Analytics Engineer in Marketing

How to Compare Your KPIs to Your Benchmarks with Google Sheets, BigQuery and Looker Studio​

Most of my work revolves around marketing reporting, where it is essential not only to evaluate KPIs but also to determine if they meet expectations at any given moment, whether in the past or present. Therefore, having benchmarks, evaluating them in real-time, and visualising them against actual numbers are crucial for almost every project.

 

In tackling this challenge, I encountered several considerations. These included allowing stakeholders the flexibility to submit their benchmarks at any time, make adjustments during the month, and see the impact of these changes in a dashboard with the next data update. There are various solutions to address this need. There are more ways to do it, but I’ve chosen the simplest one.

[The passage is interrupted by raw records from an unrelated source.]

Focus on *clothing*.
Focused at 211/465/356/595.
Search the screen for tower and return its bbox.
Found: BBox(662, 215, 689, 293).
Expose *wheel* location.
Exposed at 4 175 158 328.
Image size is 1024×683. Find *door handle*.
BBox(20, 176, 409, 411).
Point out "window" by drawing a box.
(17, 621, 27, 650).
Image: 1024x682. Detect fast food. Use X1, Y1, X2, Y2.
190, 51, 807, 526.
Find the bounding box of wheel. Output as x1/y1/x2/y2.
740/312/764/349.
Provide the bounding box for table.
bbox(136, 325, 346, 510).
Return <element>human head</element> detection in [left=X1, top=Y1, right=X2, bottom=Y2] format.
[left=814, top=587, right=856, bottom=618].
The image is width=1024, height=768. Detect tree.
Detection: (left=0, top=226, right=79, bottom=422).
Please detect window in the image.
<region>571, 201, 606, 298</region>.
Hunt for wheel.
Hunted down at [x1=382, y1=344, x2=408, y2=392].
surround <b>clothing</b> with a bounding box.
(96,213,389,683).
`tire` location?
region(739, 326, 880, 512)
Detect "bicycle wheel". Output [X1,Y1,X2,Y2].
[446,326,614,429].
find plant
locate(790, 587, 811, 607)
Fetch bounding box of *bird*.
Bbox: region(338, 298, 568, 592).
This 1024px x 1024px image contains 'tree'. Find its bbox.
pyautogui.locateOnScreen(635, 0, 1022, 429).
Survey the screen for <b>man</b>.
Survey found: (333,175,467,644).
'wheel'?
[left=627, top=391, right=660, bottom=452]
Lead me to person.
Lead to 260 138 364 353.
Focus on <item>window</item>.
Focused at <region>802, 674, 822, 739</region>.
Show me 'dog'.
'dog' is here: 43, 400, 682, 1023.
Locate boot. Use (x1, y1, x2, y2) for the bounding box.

How a dashboard with benchmarks can look like

I generated dummy data for this purpose. This slide shows the main KPIs for the cross-paid channel report, comparing benchmarks provided by a user in a Google Sheet against actual values.

benchmarks dashboard

Problem definition

Before we start with the solution, I would like to define the problem and divide it into smaller parts:

– A user of the dashboard has the opportunity to submit all benchmarks per media per month for their reporting and change them at any time if needed in a tool that they can good handle

– These data should be taken into the DWH, transformed on a daily basis, and made ready for visualisation in a BI tool. As I work with BigQuery and Looker Studio, I will discuss the solution using these tools

– Make the process flow automatically from the stage immediately after user input to visualisation

Solution in steps

1. User input into a prepared Google Sheet

First of all, we need to create an environment for the user to fill in, change, delete, or, in other words, control their benchmark inputs. I have chosen Google Sheets for this purpose as it’s easy to implement, well-known, and offers native collaboration with the tools I use (BigQuery and Looker Studio).

I had a situation before when users accidentally changed some information, which can break the connection with BigQuery. That is why I usually protect some areas on my spreadsheet before sharing the file with the user. Instructions on how to protect an area in a google sheet find here. In the screenshot below, you can see the admin area, which is the protected range, and the user area, which can be freely changed by the user.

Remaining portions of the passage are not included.